A TWO-year-old girl born with four arms and four legs was undergoing high risk surgery in Bangalore, India, to remove the extra limbs.
The girl, who has been called Lakshmi aftet a four-armed Hindu goddess of wealth, has been living with her parents in a remote village in the northern state of Bihar where she has been both venerated and hounded, newswire AP reports.
Lakshmi suffers from a rare condition called isciopagus, which means that she is joined to a twin who stopped developing in the womb.
The twin’s limbs, kidneys and other body parts have been absorbed in Lakshmi’s body.
Lakshmi cannot stand or walk and she has merged spines, four kidneys, entangled nerves, two stomach cavities and two chest cavities.
She has been given an 75-80 percent chance of surviving the surgery, which began this morning at Sparsh Hospital in Bangalore when a team of 30 doctors began removing the extra limbs and organs.

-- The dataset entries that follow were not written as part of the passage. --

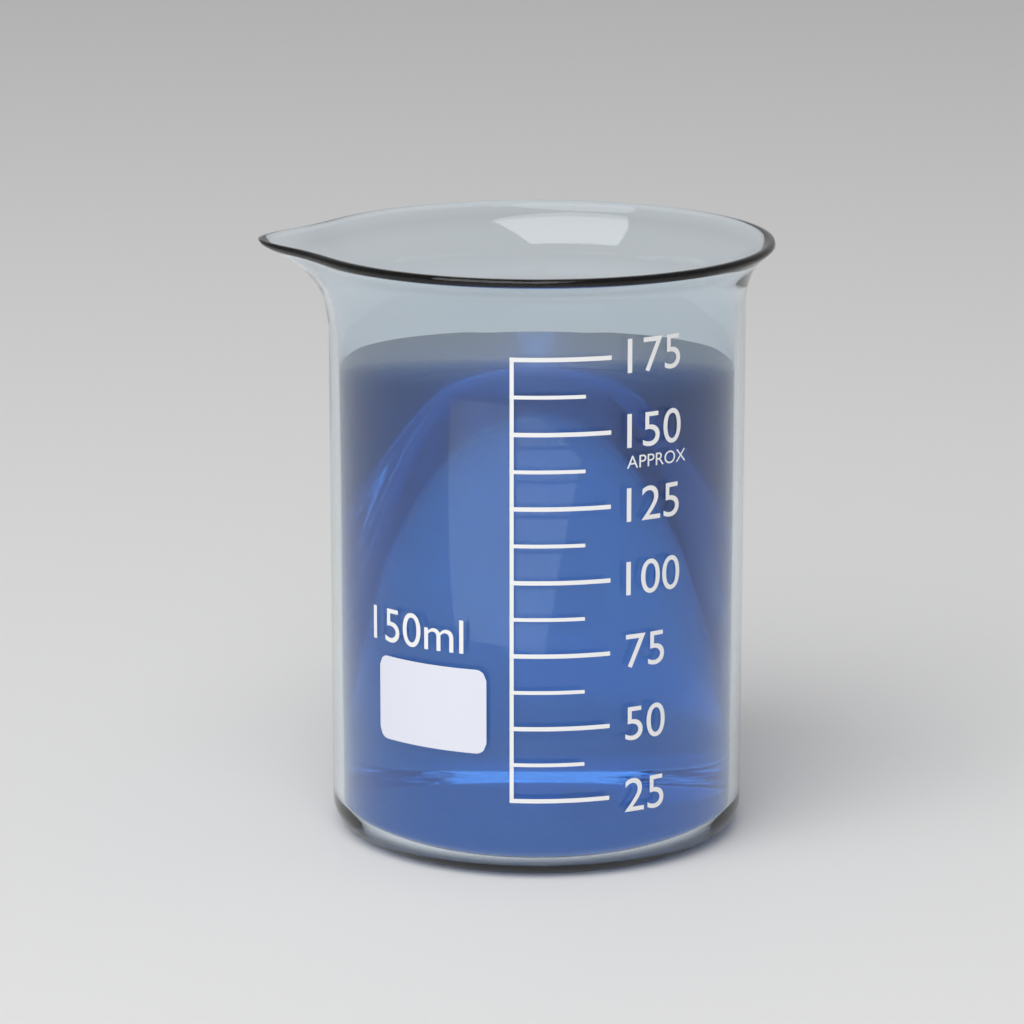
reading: 160.0 ml
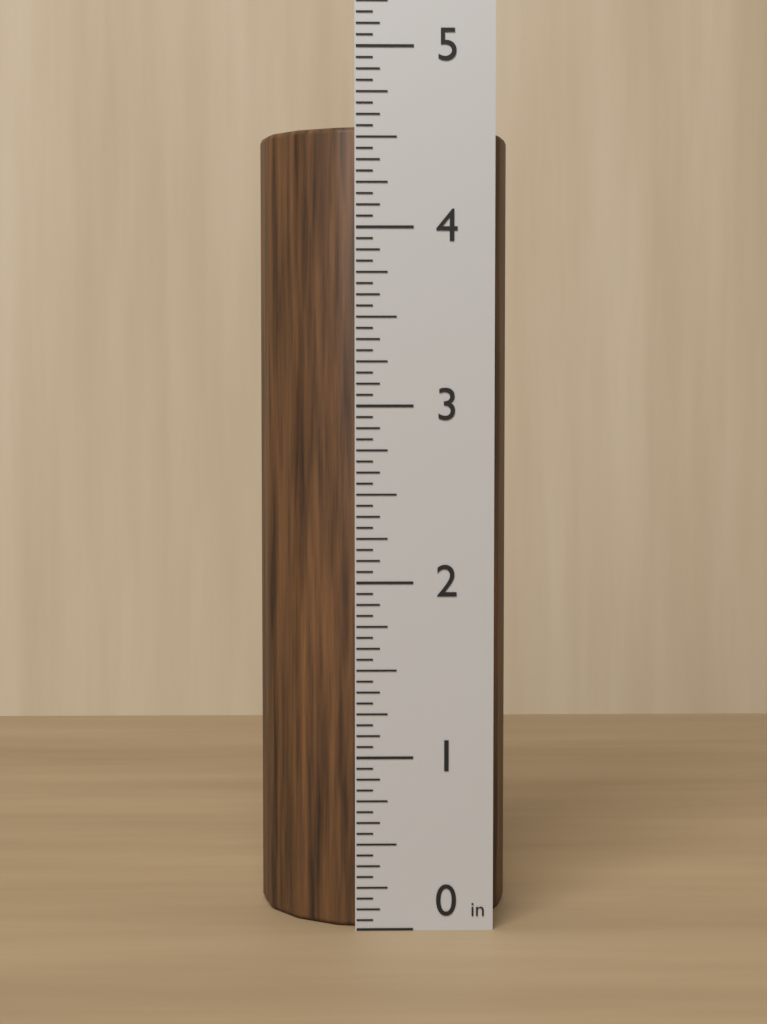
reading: 4.5625 in
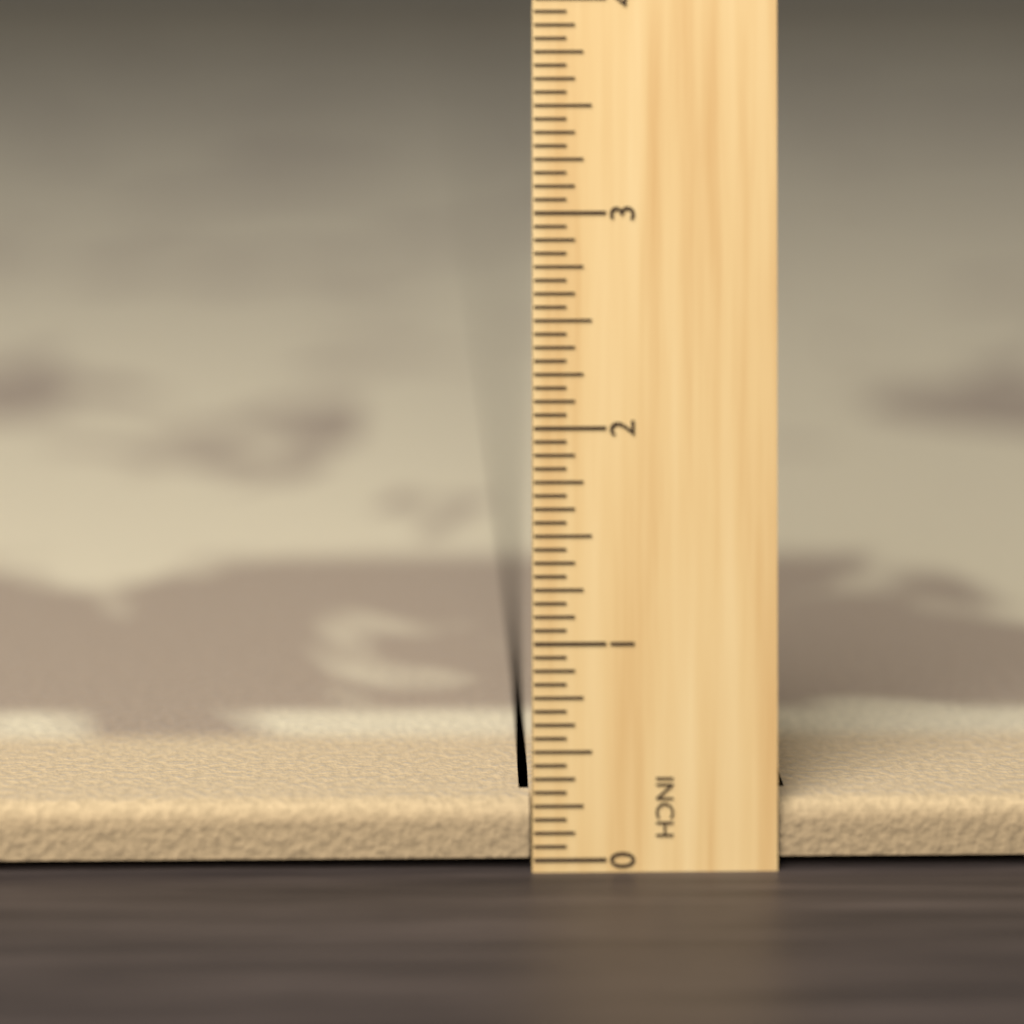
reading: 0.2500 in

"It’s a big team effort of a lot of skilled surgeons who will be putting their heart and soul into solving the problem of Laxmi," said Dr Sharan Patil, the lead surgeon in the operation said to AP.
"It’s going to take many, many hours on a continuous basis to operate on the baby. So, these issues definitely make it complex."

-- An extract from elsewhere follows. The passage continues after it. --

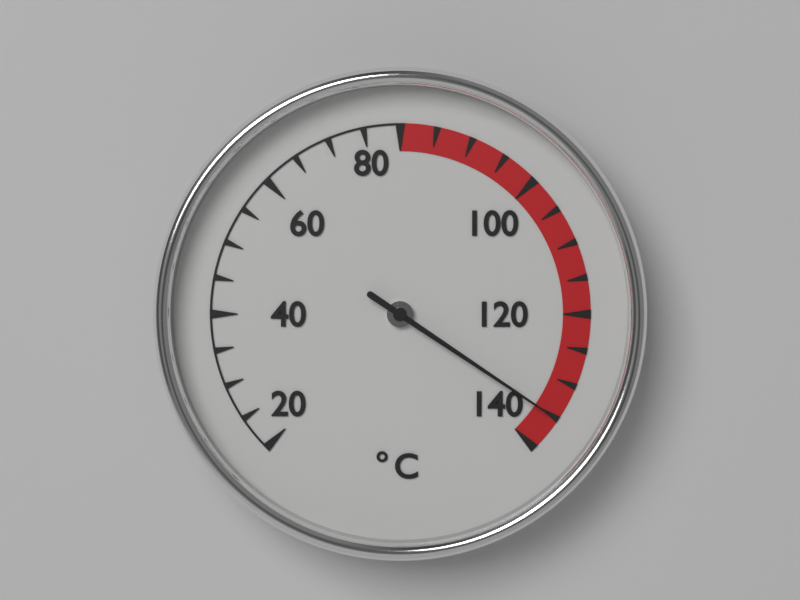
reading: 135 °C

Lakshmi has been described as a cute and playful girl who gets on well with others.
"Everybody considers her a goddess at our village," said her father, Shambhu, told AP.
"All this expenditure has happened to make her normal. So far, everything is fine."
However Lakshmi’s condition has drawn unwanted attention.
Her parents hid her after a circus apparently tried to buy the girl, they told AP.
The hospital’s foundation is paying for the operation.